Instant Cheatsheet instantly creates a cheatsheet for your project and its dependecies.
- Add
lein-instant-cheatsheet
to your Leiningen:plugins
- Start the webserver with
lein instant-cheatsheet
Instant Cheatsheet spins up a Ring server at localhost:13370
and automatically reloads documentation whenever a Clojure file in your project changes.
Instant Cheatsheet has a few features that might just make it your go-to Clojure reference:
Instant Cheatsheet has a built-in filter bar at the top to search for matching symbols. A list of matching symbols and their namespaces appears on the left side of the screen; documentation for those symbols appear on the right.
You can also see documentation in a tooltip by hovering over symbols on the left, and you can see source code (if available) by hovering over the source
links on the right.
You can also search for examples from ClojureDocs by clicking the examples
link.
Instant Cheatsheet will automatically use the GET parameter q
as an initial value for the filter bar.
That means a request like http://localhost:13370/#?q=print
will automatically search for symbols containing print
.
Like Marginalia, Instant Cheatsheet parses docstrs as Markdown. Add examples, links, and more to your documentation!
Instant Cheatsheet also understands :emoji:
names à la GitHub or Slack. Emoji names like :yum:
will automatically be replaced with emoji images like 😋.
You can create an Emacs function to search Instant Cheatsheet, and even bind it to a keyboard shortcut:
(defun instant-cheatsheet-search (search-term)
"Open a browser window and search Instant Clojure Cheatsheet for SEARCH-TERM."
(interactive (list (read-string "Search Instant Clojure Cheatsheet for: "
(when (symbol-at-point)
(let ((s (copy-sequence (symbol-name (symbol-at-point)))))
(set-text-properties 0 (length s) nil s)
s)))))
(browse-url (concat "http://localhost:13370/#?q=" (url-hexify-string search-term))))
(dolist (keymap (list clojure-mode-map cider-repl-mode-map))
(define-key keymap (kbd "<f12> i") #'instant-cheatsheet-search))
Hitting <f12> i
will prompt you for a search term and open a new browser tab with that term as the initial filter text.
2.2.2
(December 4th, 2017)- Fix issues determining project source paths when using with Java 9.
2.2.1
(Februrary 26th, 2016)- Slight tweaks to CSS for emoji.
2.2.0
(Februrary 26th, 2016)- Added support for replacing GitHub-style named
:emoji:
with the equivalent characters via js-emoji.
- Added support for replacing GitHub-style named
2.1.5
(February 23rd, 2016)- Fix issue where some project symbols wouldn't appear in cheatsheet.
2.1.4
(April 14th, 2015)2.1.3
(April 1st, 2015)- Fix issue where instant-cheatsheet would fail to launch
in projects that did not have a
:main
class defined
- Fix issue where instant-cheatsheet would fail to launch
in projects that did not have a
2.1.1
(March 31st, 2015)- Fix overflowing left-hand symbols list
- Add custom source reader that works in cases
clojure.repl/source-fn
does not - Strip docstrings from source
2.1.0
(March 30th, 2015)- Automatically reload documentation from files that have changed since last API call
2.0.0
(March 13th, 2015)- Rewrite instant-cheatsheet as a Leiningen plugin
1.5.0
(Feb 4th, 2015)- Rework Instant Clojure Cheatsheet to use Angular instead of jQuery
1.0.0
(April 5th, 2013)- Initial release of standalone, static Instant Clojure Cheatsheet
Instant Cheatsheet is inspired by other excellent Clojure cheatsheets like this one.
Instant Cheatsheet was built with Hiccup, Bootstrap, and AngularJS.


Task item: Return each of the entries below precisely, with no pictures in the result.

Figure collection entries:

┏━━

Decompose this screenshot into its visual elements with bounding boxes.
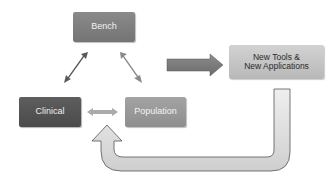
node-bench-label: Bench	[91, 22, 117, 32]
node-clinical-label: Clinical	[35, 107, 64, 117]
right-block-arrow-icon	[167, 54, 223, 76]
node-bench: Bench	[73, 12, 135, 42]
node-new-tools-line2: New Applications	[244, 62, 309, 71]
node-population-label: Population	[134, 107, 177, 117]
bench-population-double-arrow-icon	[120, 52, 142, 83]
node-new-tools: New Tools & New Applications	[229, 45, 324, 79]
u-turn-arrow-icon	[92, 89, 290, 171]
bench-clinical-double-arrow-icon	[64, 52, 88, 83]
node-clinical: Clinical	[19, 97, 81, 127]
diagram-canvas: Bench Clinical Population New Tools & Ne…	[0, 0, 334, 183]
node-population: Population	[125, 97, 186, 127]
diagram-arrows	[0, 0, 334, 183]
clinical-population-double-arrow-icon	[87, 108, 118, 116]
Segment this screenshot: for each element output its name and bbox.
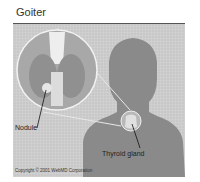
- anatomy-illustration: [13, 24, 185, 177]
- goiter-illustration: Nodule Thyroid gland Copyright © 2001 We…: [13, 24, 185, 177]
- thyroid-gland-label: Thyroid gland: [102, 150, 144, 157]
- nodule-mark: [42, 83, 52, 93]
- figure-title: Goiter: [16, 6, 46, 18]
- nodule-label: Nodule: [15, 124, 37, 131]
- copyright-text: Copyright © 2001 WebMD Corporation: [15, 168, 92, 173]
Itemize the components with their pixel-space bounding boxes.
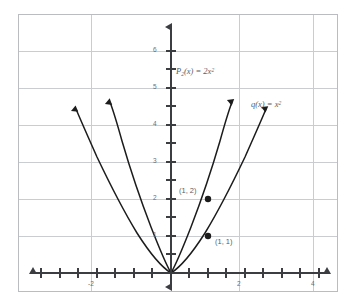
y-tick-label-4: 4	[153, 121, 157, 128]
y-tick-label-1: 1	[153, 232, 157, 239]
label-p2-function: P2(x) = 2x2	[176, 67, 214, 77]
x-tick-label-4: 4	[311, 281, 315, 288]
marker-point-1-1	[205, 233, 211, 239]
x-tick-label-2: 2	[237, 281, 241, 288]
x-tick-label-neg2: -2	[88, 281, 94, 288]
y-tick-label-6: 6	[153, 47, 157, 54]
plot-area: 6 5 4 3 2 1 -2 2 4 P2(x) = 2x2 q(x) = x2…	[18, 14, 338, 292]
marker-point-1-2	[205, 196, 211, 202]
axes-layer	[19, 15, 338, 292]
label-point-1-1: (1, 1)	[215, 238, 233, 246]
chart-screenshot: 6 5 4 3 2 1 -2 2 4 P2(x) = 2x2 q(x) = x2…	[0, 0, 354, 306]
y-tick-label-3: 3	[153, 158, 157, 165]
y-tick-label-5: 5	[153, 84, 157, 91]
y-tick-label-2: 2	[153, 195, 157, 202]
label-point-1-2: (1, 2)	[179, 187, 197, 195]
label-q-function: q(x) = x2	[251, 100, 281, 109]
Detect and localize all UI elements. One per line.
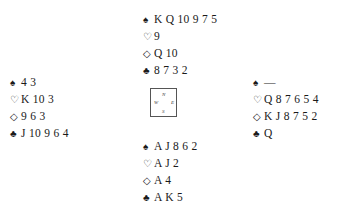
compass-east: E bbox=[171, 100, 174, 105]
north-diamonds: ◇Q 10 bbox=[143, 45, 217, 62]
east-hand: ♠— ♡Q 8 7 6 5 4 ◇K J 8 7 5 2 ♣Q bbox=[253, 74, 319, 142]
west-diamonds: ◇9 6 3 bbox=[10, 108, 69, 125]
compass-box: N W E S bbox=[150, 88, 177, 117]
spade-icon: ♠ bbox=[143, 139, 154, 155]
heart-icon: ♡ bbox=[143, 29, 154, 45]
east-hearts: ♡Q 8 7 6 5 4 bbox=[253, 91, 319, 108]
heart-icon: ♡ bbox=[253, 92, 264, 108]
south-clubs: ♣A K 5 bbox=[143, 189, 198, 206]
east-clubs: ♣Q bbox=[253, 125, 319, 142]
club-icon: ♣ bbox=[10, 126, 21, 142]
north-hand: ♠K Q 10 9 7 5 ♡9 ◇Q 10 ♣8 7 3 2 bbox=[143, 11, 217, 79]
south-diamonds: ◇A 4 bbox=[143, 172, 198, 189]
west-hearts: ♡K 10 3 bbox=[10, 91, 69, 108]
east-diamonds: ◇K J 8 7 5 2 bbox=[253, 108, 319, 125]
north-hearts: ♡9 bbox=[143, 28, 217, 45]
west-clubs: ♣J 10 9 6 4 bbox=[10, 125, 69, 142]
south-spades: ♠A J 8 6 2 bbox=[143, 138, 198, 155]
west-spades: ♠4 3 bbox=[10, 74, 69, 91]
compass-north: N bbox=[162, 92, 165, 97]
south-hearts: ♡A J 2 bbox=[143, 155, 198, 172]
club-icon: ♣ bbox=[253, 126, 264, 142]
spade-icon: ♠ bbox=[253, 75, 264, 91]
diamond-icon: ◇ bbox=[143, 173, 154, 189]
west-hand: ♠4 3 ♡K 10 3 ◇9 6 3 ♣J 10 9 6 4 bbox=[10, 74, 69, 142]
diamond-icon: ◇ bbox=[253, 109, 264, 125]
club-icon: ♣ bbox=[143, 63, 154, 79]
north-clubs: ♣8 7 3 2 bbox=[143, 62, 217, 79]
south-hand: ♠A J 8 6 2 ♡A J 2 ◇A 4 ♣A K 5 bbox=[143, 138, 198, 206]
spade-icon: ♠ bbox=[143, 12, 154, 28]
club-icon: ♣ bbox=[143, 190, 154, 206]
diamond-icon: ◇ bbox=[10, 109, 21, 125]
spade-icon: ♠ bbox=[10, 75, 21, 91]
compass-west: W bbox=[154, 100, 158, 105]
north-spades: ♠K Q 10 9 7 5 bbox=[143, 11, 217, 28]
east-spades: ♠— bbox=[253, 74, 319, 91]
diamond-icon: ◇ bbox=[143, 46, 154, 62]
compass-south: S bbox=[162, 109, 165, 114]
heart-icon: ♡ bbox=[143, 156, 154, 172]
heart-icon: ♡ bbox=[10, 92, 21, 108]
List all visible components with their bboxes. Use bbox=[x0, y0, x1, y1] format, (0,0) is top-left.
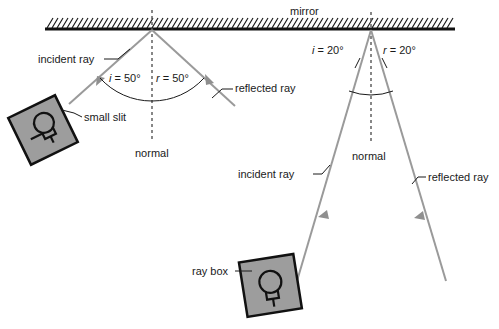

┗━━

Output for this task:
Decompose this screenshot into its visual elements with bounding boxes.
node-bench-label: Bench	[91, 22, 117, 32]
node-clinical-label: Clinical	[35, 107, 64, 117]
right-block-arrow-icon	[167, 54, 223, 76]
node-bench: Bench	[73, 12, 135, 42]
node-new-tools-line2: New Applications	[244, 62, 309, 71]
node-population-label: Population	[134, 107, 177, 117]
bench-population-double-arrow-icon	[120, 52, 142, 83]
node-new-tools: New Tools & New Applications	[229, 45, 324, 79]
u-turn-arrow-icon	[92, 89, 290, 171]
bench-clinical-double-arrow-icon	[64, 52, 88, 83]
node-clinical: Clinical	[19, 97, 81, 127]
diagram-canvas: Bench Clinical Population New Tools & Ne…	[0, 0, 334, 183]
node-population: Population	[125, 97, 186, 127]
diagram-arrows	[0, 0, 334, 183]
clinical-population-double-arrow-icon	[87, 108, 118, 116]
Segment this screenshot: for each element output its name and bbox.
- anatomy-illustration: [13, 24, 185, 177]
- goiter-illustration: Nodule Thyroid gland Copyright © 2001 We…: [13, 24, 185, 177]
- thyroid-gland-label: Thyroid gland: [102, 150, 144, 157]
- nodule-mark: [42, 83, 52, 93]
- figure-title: Goiter: [16, 6, 46, 18]
- nodule-label: Nodule: [15, 124, 37, 131]
- copyright-text: Copyright © 2001 WebMD Corporation: [15, 168, 92, 173]
Itemize the components with their pixel-space bounding boxes.
y-tick-label-4: 4	[153, 121, 157, 128]
y-tick-label-1: 1	[153, 232, 157, 239]
label-p2-function: P2(x) = 2x2	[176, 67, 214, 77]
x-tick-label-4: 4	[311, 281, 315, 288]
marker-point-1-1	[205, 233, 211, 239]
x-tick-label-2: 2	[237, 281, 241, 288]
x-tick-label-neg2: -2	[88, 281, 94, 288]
y-tick-label-6: 6	[153, 47, 157, 54]
plot-area: 6 5 4 3 2 1 -2 2 4 P2(x) = 2x2 q(x) = x2…	[18, 14, 338, 292]
marker-point-1-2	[205, 196, 211, 202]
axes-layer	[19, 15, 338, 292]
label-point-1-1: (1, 1)	[215, 238, 233, 246]
chart-screenshot: 6 5 4 3 2 1 -2 2 4 P2(x) = 2x2 q(x) = x2…	[0, 0, 354, 306]
y-tick-label-3: 3	[153, 158, 157, 165]
y-tick-label-5: 5	[153, 84, 157, 91]
y-tick-label-2: 2	[153, 195, 157, 202]
label-point-1-2: (1, 2)	[179, 187, 197, 195]
label-q-function: q(x) = x2	[251, 100, 281, 109]
Detect and localize all UI elements. One per line.
compass-east: E bbox=[171, 100, 174, 105]
north-diamonds: ◇Q 10 bbox=[143, 45, 217, 62]
east-hand: ♠— ♡Q 8 7 6 5 4 ◇K J 8 7 5 2 ♣Q bbox=[253, 74, 319, 142]
west-diamonds: ◇9 6 3 bbox=[10, 108, 69, 125]
compass-box: N W E S bbox=[150, 88, 177, 117]
spade-icon: ♠ bbox=[143, 139, 154, 155]
heart-icon: ♡ bbox=[143, 29, 154, 45]
east-hearts: ♡Q 8 7 6 5 4 bbox=[253, 91, 319, 108]
heart-icon: ♡ bbox=[253, 92, 264, 108]
south-clubs: ♣A K 5 bbox=[143, 189, 198, 206]
east-clubs: ♣Q bbox=[253, 125, 319, 142]
club-icon: ♣ bbox=[10, 126, 21, 142]
north-hand: ♠K Q 10 9 7 5 ♡9 ◇Q 10 ♣8 7 3 2 bbox=[143, 11, 217, 79]
south-diamonds: ◇A 4 bbox=[143, 172, 198, 189]
west-hearts: ♡K 10 3 bbox=[10, 91, 69, 108]
east-diamonds: ◇K J 8 7 5 2 bbox=[253, 108, 319, 125]
north-hearts: ♡9 bbox=[143, 28, 217, 45]
west-clubs: ♣J 10 9 6 4 bbox=[10, 125, 69, 142]
south-spades: ♠A J 8 6 2 bbox=[143, 138, 198, 155]
west-spades: ♠4 3 bbox=[10, 74, 69, 91]
compass-north: N bbox=[162, 92, 165, 97]
south-hearts: ♡A J 2 bbox=[143, 155, 198, 172]
club-icon: ♣ bbox=[253, 126, 264, 142]
spade-icon: ♠ bbox=[253, 75, 264, 91]
diamond-icon: ◇ bbox=[143, 173, 154, 189]
west-hand: ♠4 3 ♡K 10 3 ◇9 6 3 ♣J 10 9 6 4 bbox=[10, 74, 69, 142]
diamond-icon: ◇ bbox=[253, 109, 264, 125]
club-icon: ♣ bbox=[143, 63, 154, 79]
north-clubs: ♣8 7 3 2 bbox=[143, 62, 217, 79]
south-hand: ♠A J 8 6 2 ♡A J 2 ◇A 4 ♣A K 5 bbox=[143, 138, 198, 206]
spade-icon: ♠ bbox=[143, 12, 154, 28]
club-icon: ♣ bbox=[143, 190, 154, 206]
diamond-icon: ◇ bbox=[10, 109, 21, 125]
spade-icon: ♠ bbox=[10, 75, 21, 91]
compass-west: W bbox=[154, 100, 158, 105]
north-spades: ♠K Q 10 9 7 5 bbox=[143, 11, 217, 28]
east-spades: ♠— bbox=[253, 74, 319, 91]
diamond-icon: ◇ bbox=[143, 46, 154, 62]
compass-south: S bbox=[162, 109, 165, 114]
heart-icon: ♡ bbox=[143, 156, 154, 172]
heart-icon: ♡ bbox=[10, 92, 21, 108]
List all visible components with their bboxes. Use bbox=[x0, y0, x1, y1] format, (0,0) is top-left.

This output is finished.